当我们开始使用分布式事务时,情况会变得更糟。客户端可以获取 UserTransaction 来启动和停止客户端的分布式事务(但并非所有 app.server 都支持此操作)。事务上下文将在调用远程 EJB 期间传播。分布式事务可以跨越客户端连接和服务器端连接。
根据J2EE理念,应用程序客户端通常不应该使用事务并直接获取连接;它应该只与远程 EJB 通信。
对于更复杂的场景,规范并不清楚,并且没有太多信息。例如,规范并未强制应用程序服务器向客户端公开 UserTransaction。
我在这里写的内容至少适用于 Glassfish,但我不会依赖在所有应用程序服务器上一致地实现此类功能。
AFAIK, yes. There will be a local JNDI and the local JNDI will return local connections. Same if true for other kind of object in the JNDI, such a configuration value (
env-entry
). Of course, if you look up an EJB, the factory returns a proxy to the remote bean, but the JNDI is still local to my knowledge.The client embeds its own pool. This means, as you pointed out, that connections obtained in the client will escape the server-side machinery.
It gets even worse when we start to play with distributed transactions. A client may obtain a
UserTransaction
to start and stop distributed transactions on the client-side (not all app. server supports this, though). The transaction context will be propagate during calls to remote EJB. A distributed transaction may then span client-side connections and server-side connections.According to the J2EE philosophy, an application client should normally not use transactions and obtain connection directly; it should solely communicate with remote EJB.

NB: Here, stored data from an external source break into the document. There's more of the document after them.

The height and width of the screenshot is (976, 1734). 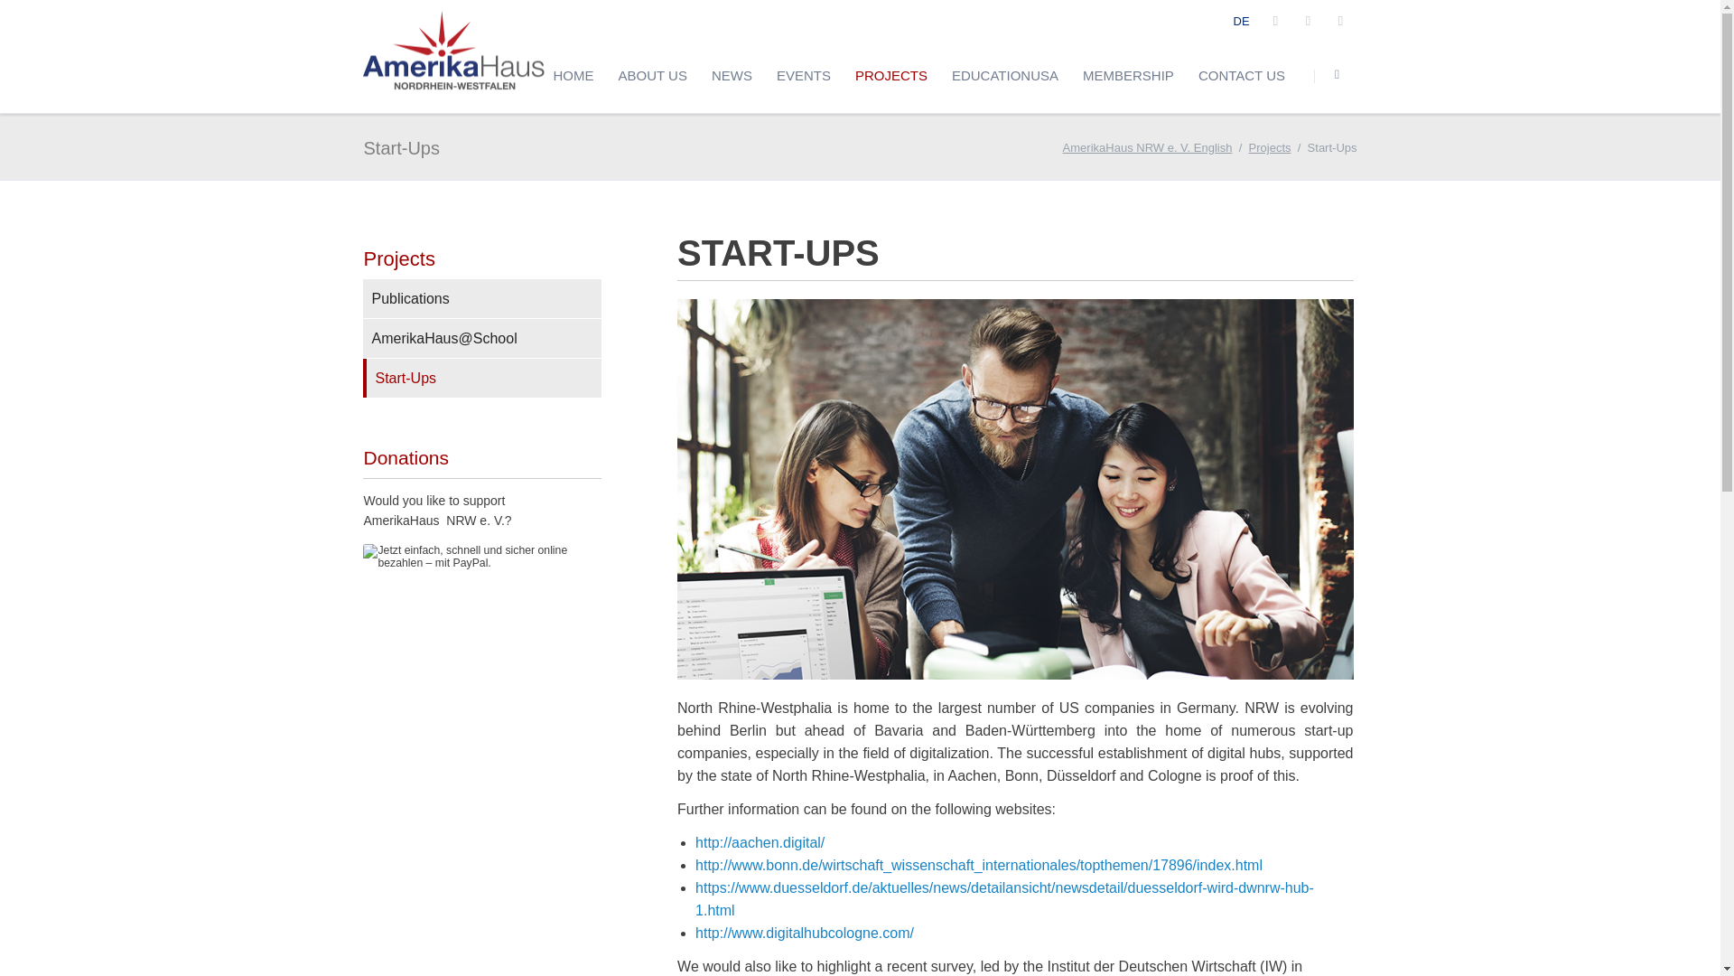 I want to click on NEWS, so click(x=732, y=75).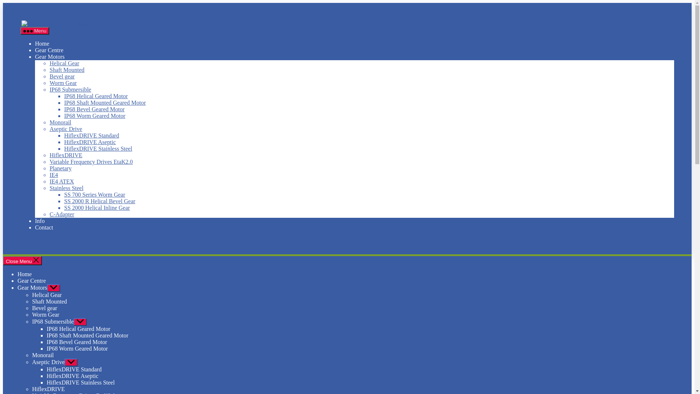  What do you see at coordinates (47, 295) in the screenshot?
I see `Helical Gear` at bounding box center [47, 295].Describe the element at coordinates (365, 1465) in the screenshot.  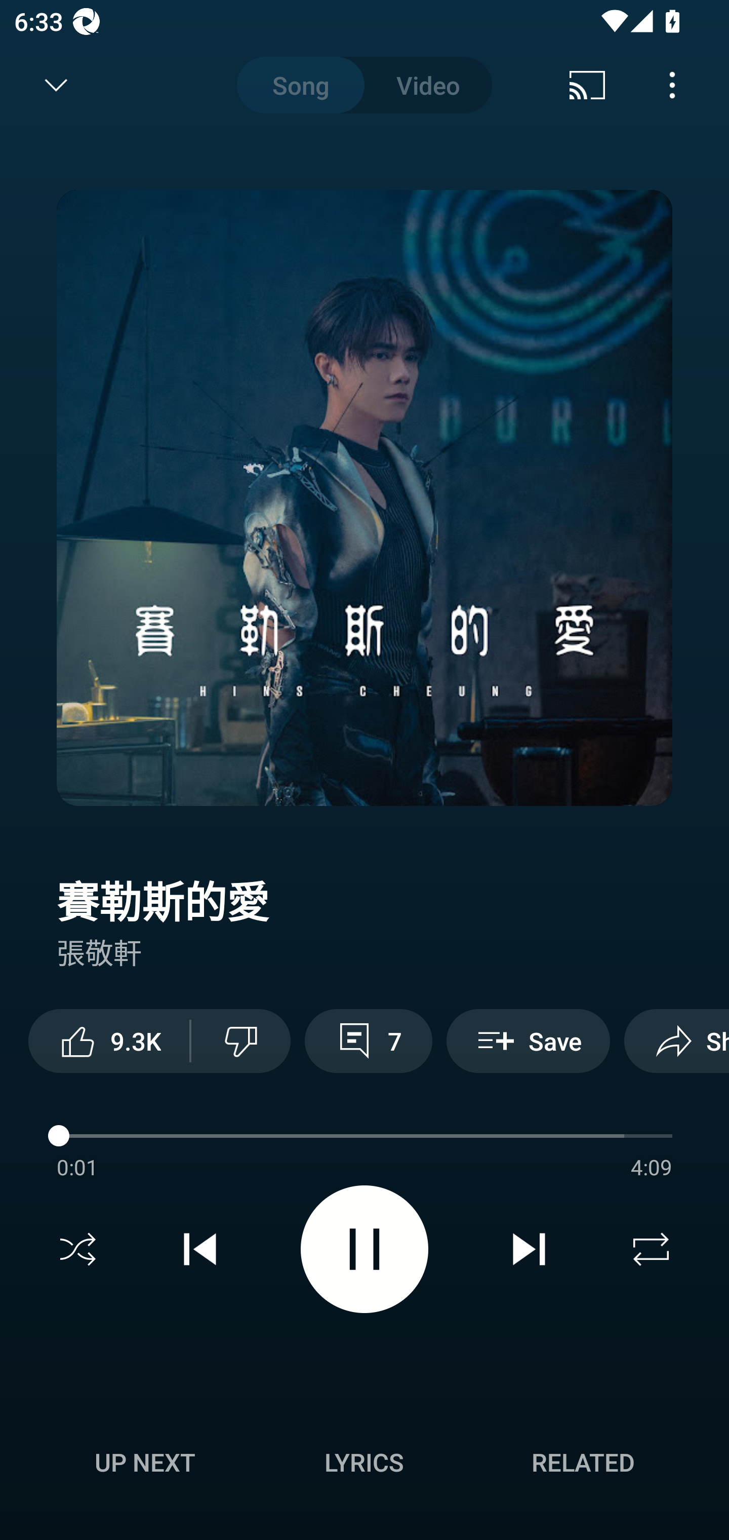
I see `Up next UP NEXT Lyrics LYRICS Related RELATED` at that location.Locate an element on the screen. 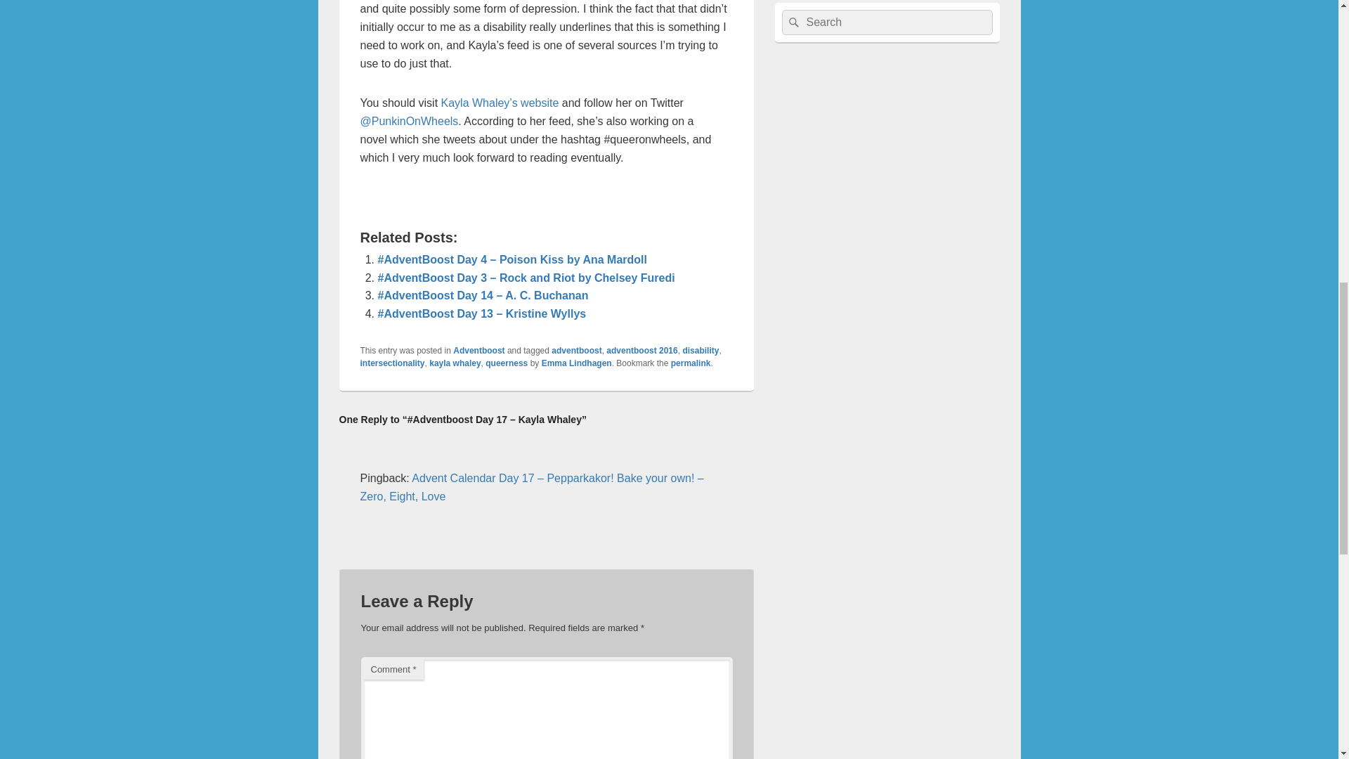  Search for: is located at coordinates (886, 22).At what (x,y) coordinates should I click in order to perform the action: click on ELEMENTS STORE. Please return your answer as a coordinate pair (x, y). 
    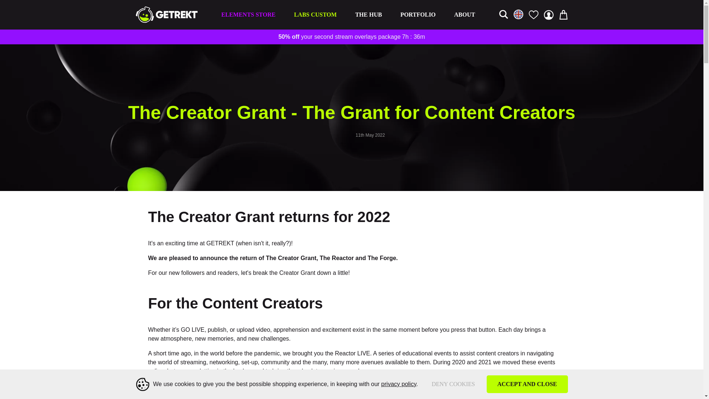
    Looking at the image, I should click on (248, 14).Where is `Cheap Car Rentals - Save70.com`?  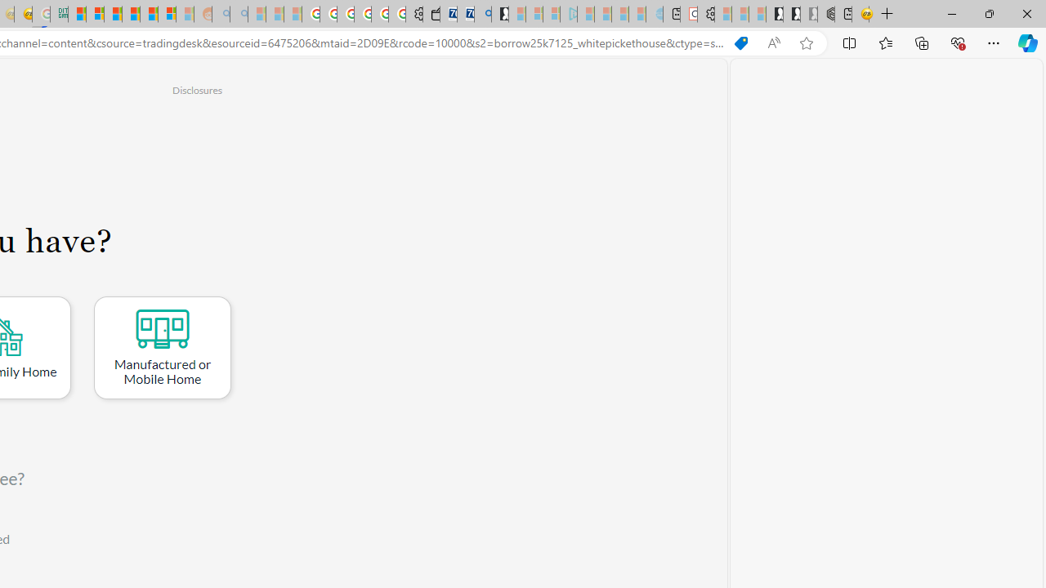
Cheap Car Rentals - Save70.com is located at coordinates (465, 15). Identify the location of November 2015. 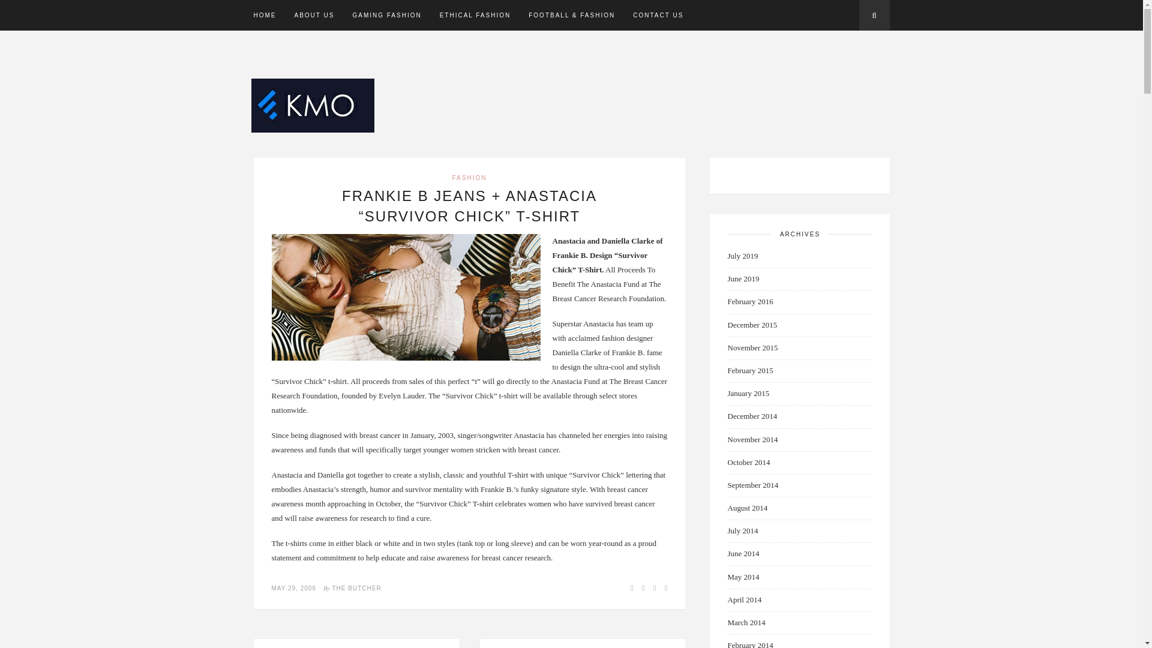
(752, 348).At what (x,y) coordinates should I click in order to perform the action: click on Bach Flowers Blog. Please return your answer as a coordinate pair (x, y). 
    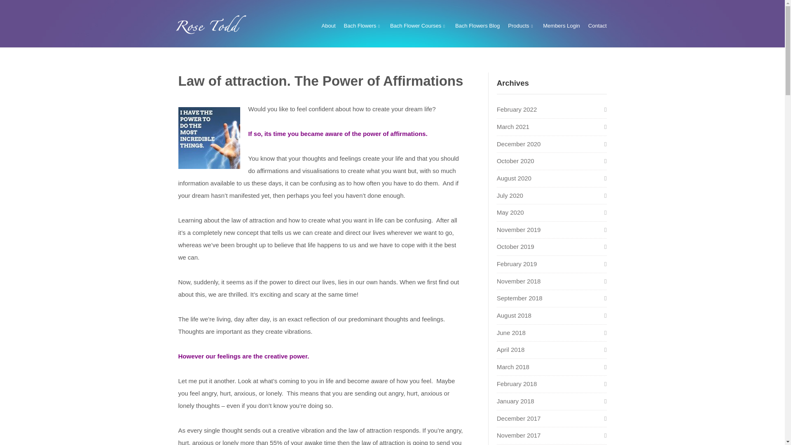
    Looking at the image, I should click on (478, 26).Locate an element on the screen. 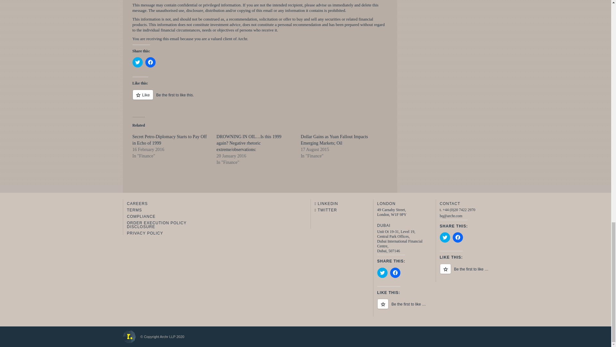  Like or Reblog is located at coordinates (402, 307).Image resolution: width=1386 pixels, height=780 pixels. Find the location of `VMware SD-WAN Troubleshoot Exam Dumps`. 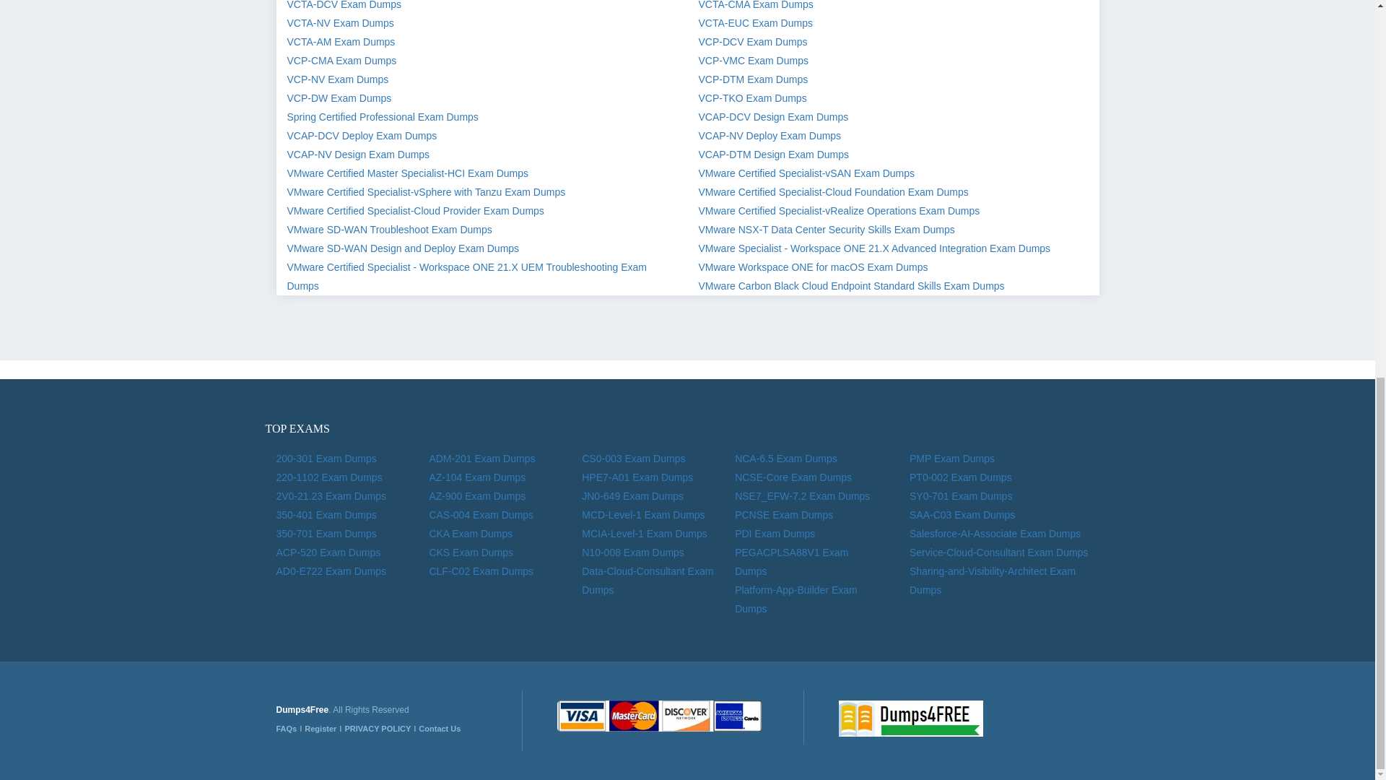

VMware SD-WAN Troubleshoot Exam Dumps is located at coordinates (389, 230).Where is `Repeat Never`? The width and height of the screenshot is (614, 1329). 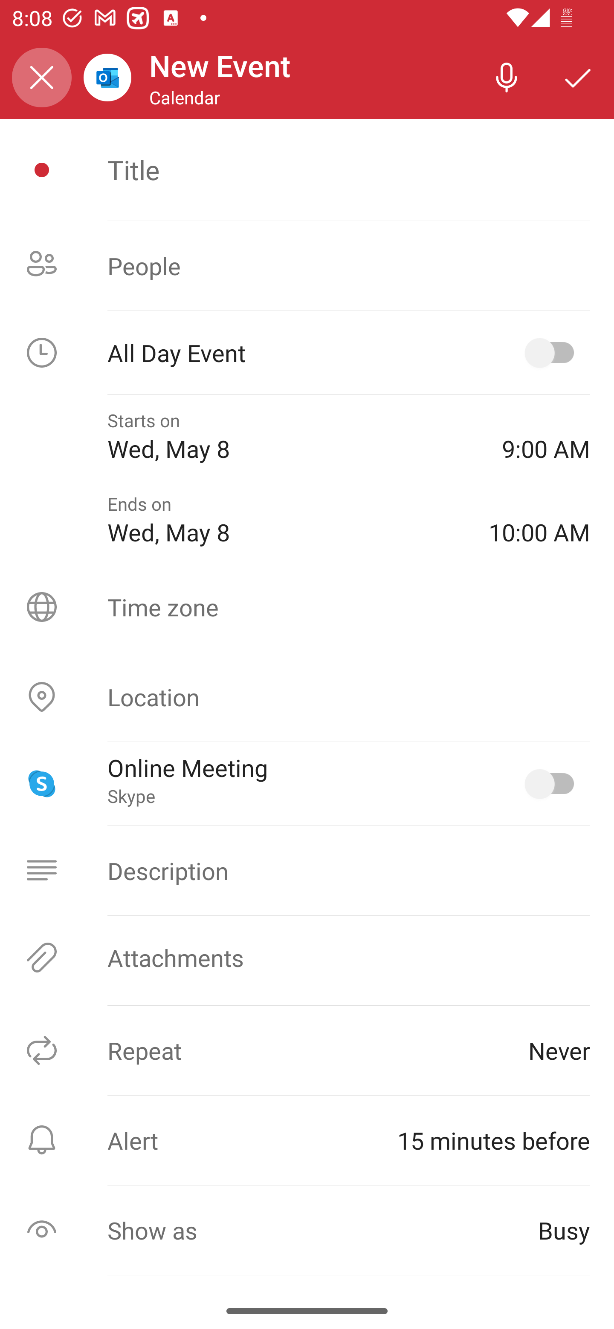 Repeat Never is located at coordinates (307, 1051).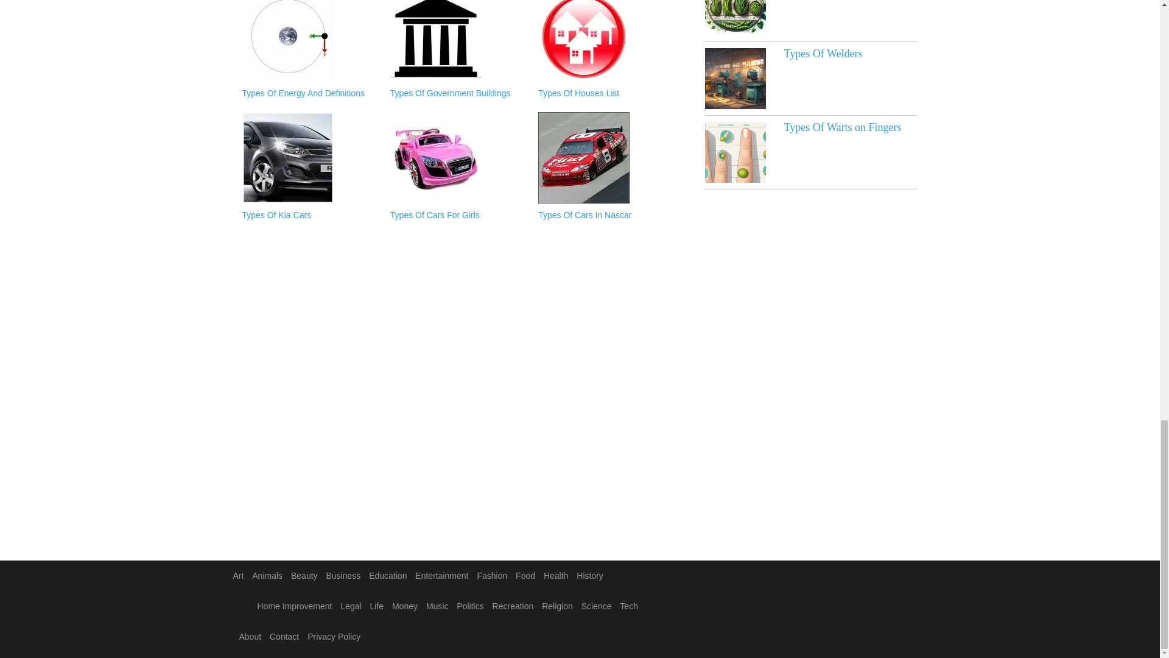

The specs are not really clear about more complicated scenario and there isn't that many information around. The spec do for instance not mandate the application server to expose the
UserTransaction
to the client.What I wrote here applies to Glassfish at least, but I would not rely on a consistent implementation of such features across all application servers.